Steven Suskin, NY Stage Review: Mantello once again demonstrates his sensitive touch for high drama, as in The Humans and Other Desert Cities. He and set designer Miriam Buether have some tricks up their joint sleeves, about which the less said the better the surprise. (Mantello was very much on my mind entering the Golden, having spent the prior two evenings at Angels in America-in the original Broadway production of which he vibrantly created the role of Louis Ironson.)

Elysa Gardner, NY Stage Review: The performance [Jackson], in fact, refutes A's theory that life becomes sweetest when we're past mortal cares. Long may Jackson harbor such concerns, and share them with us.
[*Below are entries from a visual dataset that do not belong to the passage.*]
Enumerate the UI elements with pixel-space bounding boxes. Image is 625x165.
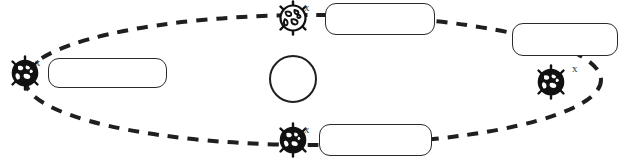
x-label-bottom: x <box>304 124 310 135</box>
x-label-left: x <box>35 57 41 68</box>
label-box-left-text <box>49 59 166 87</box>
label-box-bottom-text <box>320 125 431 155</box>
orbit-diagram: x x <box>0 0 625 165</box>
x-label-right: x <box>572 63 578 74</box>
label-box-top-text <box>326 4 434 34</box>
sun-circle <box>269 55 317 103</box>
label-box-top[interactable] <box>325 3 435 35</box>
earth-globe-right-icon <box>533 64 569 100</box>
label-box-bottom[interactable] <box>319 124 432 156</box>
label-box-right[interactable] <box>512 23 618 56</box>
label-box-right-text <box>513 24 617 55</box>
x-label-top: x <box>304 2 310 13</box>
label-box-left[interactable] <box>48 58 167 88</box>
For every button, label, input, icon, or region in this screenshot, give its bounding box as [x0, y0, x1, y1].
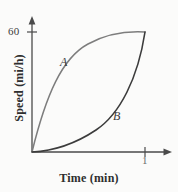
speed-vs-time-figure: 60 1 A B Speed (mi/h) Time (min) [0, 0, 178, 192]
x-axis-tick-label-1: 1 [142, 155, 148, 166]
chart-plot-area [0, 0, 178, 192]
curve-b-label: B [113, 110, 120, 122]
curve-b-path [32, 32, 145, 152]
x-axis-arrowhead [164, 149, 173, 156]
y-axis-title: Speed (mi/h) [13, 33, 25, 143]
y-axis-arrowhead [29, 16, 36, 25]
curve-a-label: A [60, 56, 67, 68]
x-axis-title: Time (min) [0, 172, 178, 184]
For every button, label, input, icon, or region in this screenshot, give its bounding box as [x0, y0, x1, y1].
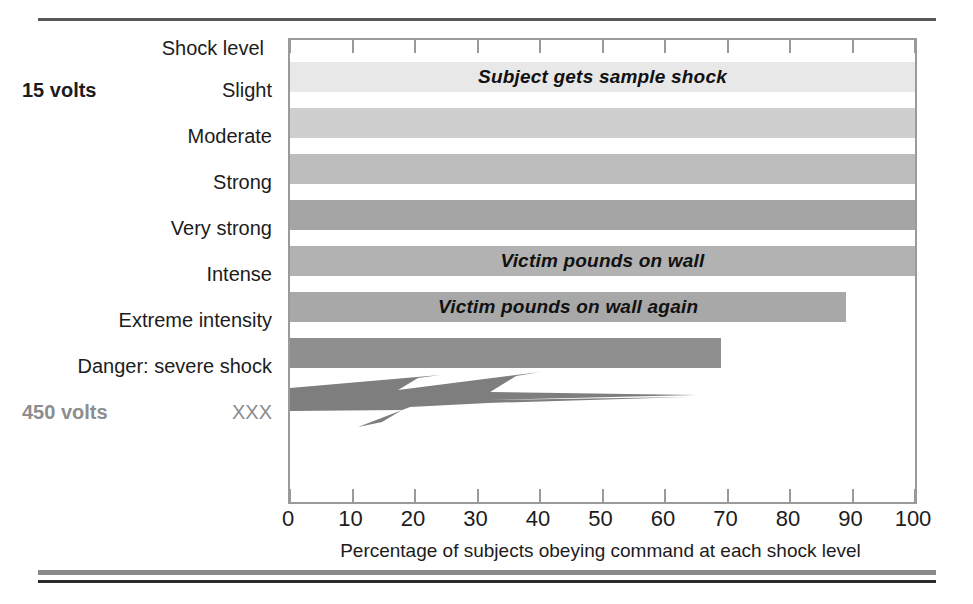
- x-axis-tick-top-60: [664, 40, 666, 53]
- bar-intense: Victim pounds on wall: [290, 246, 915, 276]
- category-label-danger-severe-shock: Danger: severe shock: [0, 343, 280, 389]
- x-axis-tick-bottom-20: [414, 489, 416, 502]
- x-axis-tick-label: 90: [838, 506, 862, 532]
- x-axis-tick-top-100: [914, 40, 916, 53]
- category-label-extreme-intensity: Extreme intensity: [0, 297, 280, 343]
- x-axis-tick-labels: 0102030405060708090100: [288, 506, 913, 538]
- x-axis-tick-top-0: [289, 40, 291, 53]
- category-label-moderate: Moderate: [0, 113, 280, 159]
- x-axis-tick-top-70: [727, 40, 729, 53]
- x-axis-tick-bottom-30: [477, 489, 479, 502]
- lightning-bolt-mark: [290, 370, 696, 430]
- plot-area: Subject gets sample shockVictim pounds o…: [288, 38, 917, 504]
- x-axis-tick-label: 100: [895, 506, 932, 532]
- x-axis-tick-label: 20: [401, 506, 425, 532]
- x-axis-tick-bottom-60: [664, 489, 666, 502]
- bar-annotation: Victim pounds on wall again: [438, 296, 698, 318]
- category-label-column: Shock level Slight15 voltsModerateStrong…: [0, 30, 280, 500]
- bar-chart-figure: Shock level Slight15 voltsModerateStrong…: [0, 0, 973, 604]
- x-axis-tick-top-10: [352, 40, 354, 53]
- bar-danger-severe-shock: [290, 338, 721, 368]
- x-axis-tick-top-90: [852, 40, 854, 53]
- x-axis-tick-top-40: [539, 40, 541, 53]
- x-axis-tick-bottom-90: [852, 489, 854, 502]
- bar-very-strong: [290, 200, 915, 230]
- bar-slight: Subject gets sample shock: [290, 62, 915, 92]
- x-axis-tick-label: 40: [526, 506, 550, 532]
- x-axis-tick-bottom-70: [727, 489, 729, 502]
- plot-inner: Subject gets sample shockVictim pounds o…: [290, 40, 915, 502]
- bar-extreme-intensity: Victim pounds on wall again: [290, 292, 846, 322]
- voltage-tag-450-volts: 450 volts: [22, 389, 172, 435]
- voltage-tag-15-volts: 15 volts: [22, 67, 172, 113]
- x-axis-tick-bottom-10: [352, 489, 354, 502]
- bar-strong: [290, 154, 915, 184]
- x-axis-tick-bottom-40: [539, 489, 541, 502]
- x-axis-tick-top-80: [789, 40, 791, 53]
- x-axis-tick-label: 60: [651, 506, 675, 532]
- category-label-very-strong: Very strong: [0, 205, 280, 251]
- bar-moderate: [290, 108, 915, 138]
- bar-annotation: Subject gets sample shock: [478, 66, 727, 88]
- shock-level-heading: Shock level: [0, 30, 272, 66]
- x-axis-tick-bottom-100: [914, 489, 916, 502]
- x-axis-tick-label: 50: [588, 506, 612, 532]
- x-axis-tick-label: 80: [776, 506, 800, 532]
- bar-annotation: Victim pounds on wall: [500, 250, 704, 272]
- x-axis-tick-top-20: [414, 40, 416, 53]
- x-axis-title: Percentage of subjects obeying command a…: [288, 540, 913, 562]
- x-axis-tick-bottom-0: [289, 489, 291, 502]
- x-axis-tick-top-50: [602, 40, 604, 53]
- x-axis-tick-top-30: [477, 40, 479, 53]
- x-axis-tick-bottom-50: [602, 489, 604, 502]
- category-label-intense: Intense: [0, 251, 280, 297]
- x-axis-tick-bottom-80: [789, 489, 791, 502]
- x-axis-tick-label: 10: [338, 506, 362, 532]
- x-axis-tick-label: 0: [282, 506, 294, 532]
- x-axis-tick-label: 30: [463, 506, 487, 532]
- category-label-strong: Strong: [0, 159, 280, 205]
- x-axis-tick-label: 70: [713, 506, 737, 532]
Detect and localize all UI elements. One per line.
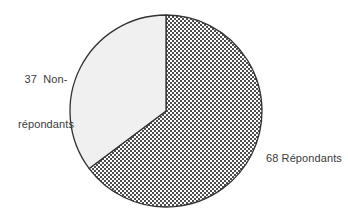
pie-chart-figure: 37 Non- répondants 68 Répondants xyxy=(0,0,348,218)
pie-label-non-repondants-line2: répondants xyxy=(13,117,79,132)
pie-label-repondants: 68 Répondants xyxy=(266,151,342,166)
pie-label-non-repondants: 37 Non- répondants xyxy=(13,42,79,162)
pie-label-non-repondants-line1: 37 Non- xyxy=(13,72,79,87)
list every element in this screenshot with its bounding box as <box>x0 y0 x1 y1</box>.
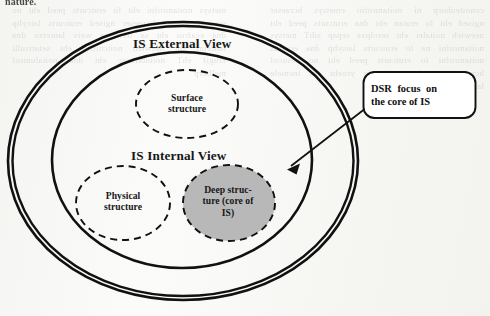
physical-structure-label-line2: structure <box>88 201 158 212</box>
surface-structure-label: Surface structure <box>152 92 222 115</box>
deep-structure-label-line1: Deep struc- <box>190 184 266 195</box>
scanned-page: conoiteuborp ni noitamrofni emetsys hcra… <box>0 0 490 316</box>
callout-label: DSR focus on the core of IS <box>371 82 469 108</box>
deep-structure-label-line3: IS) <box>190 207 266 218</box>
callout-label-line2: the core of IS <box>371 95 469 108</box>
physical-structure-label-line1: Physical <box>88 190 158 201</box>
surface-structure-label-line1: Surface <box>152 92 222 103</box>
diagram-canvas <box>0 0 490 316</box>
callout-arrowhead <box>287 164 300 175</box>
deep-structure-label: Deep struc- ture (core of IS) <box>190 184 266 218</box>
physical-structure-label: Physical structure <box>88 190 158 213</box>
surface-structure-label-line2: structure <box>152 103 222 114</box>
callout-label-line1: DSR focus on <box>371 82 469 95</box>
is-external-view-label: IS External View <box>133 36 231 52</box>
deep-structure-label-line2: ture (core of <box>190 195 266 206</box>
is-internal-view-label: IS Internal View <box>131 148 226 164</box>
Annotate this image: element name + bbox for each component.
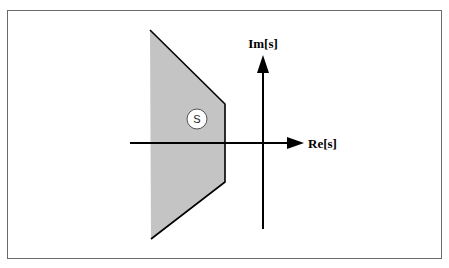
- region-s-label: S: [193, 113, 200, 125]
- imag-axis-label: Im[s]: [248, 36, 278, 51]
- imag-axis-arrow-icon: [257, 55, 269, 73]
- s-plane-diagram: S Re[s] Im[s]: [0, 0, 449, 268]
- real-axis-label: Re[s]: [308, 136, 337, 151]
- stable-region: [150, 30, 225, 239]
- real-axis-arrow-icon: [287, 137, 304, 149]
- region-s-marker: S: [187, 109, 207, 129]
Alexis Soloski, The Guardian: Existential dread comes very well-upholstered in the Broadway revival of Edward Albee's dismaying and luxurious Three Tall Women. This is probably Albee's most personal play, a barbed-wire wreath laid at the grave of his adoptive mother, but he has filtered his experience through an absurdist lens. The play's vision of life aligns with Beckett's: darkness on one side, darkness on the other, some pain and disappointment in the middle. "That's it," one character says. "You start and then you stop. Don't be so soft."

Barbara Schuler, Newsday: In "Three Tall Women," the 1991 Edward Albee play finally making its Broadway debut at the Golden Theatre this week, the women are identified very simply: A, B and C. But, oh, such women director Joe Mantello has brought together. Glenda Jackson, making a welcome return to the New York stage after serving in Parliament for 23 years, is A, the 92-year-old (admitting only to 91) grande dame hovering on senility, lashing out at the other two at every opportunity. Laurie Metcalf, hard to miss these days with her recent Oscar nomination for "Lady Bird" and her return to TV in "Roseanne," is B, the put-upon caretaker, and Tony nominee Alison Pill ("The Lieutenant of Inishmore") is C, the lawyer.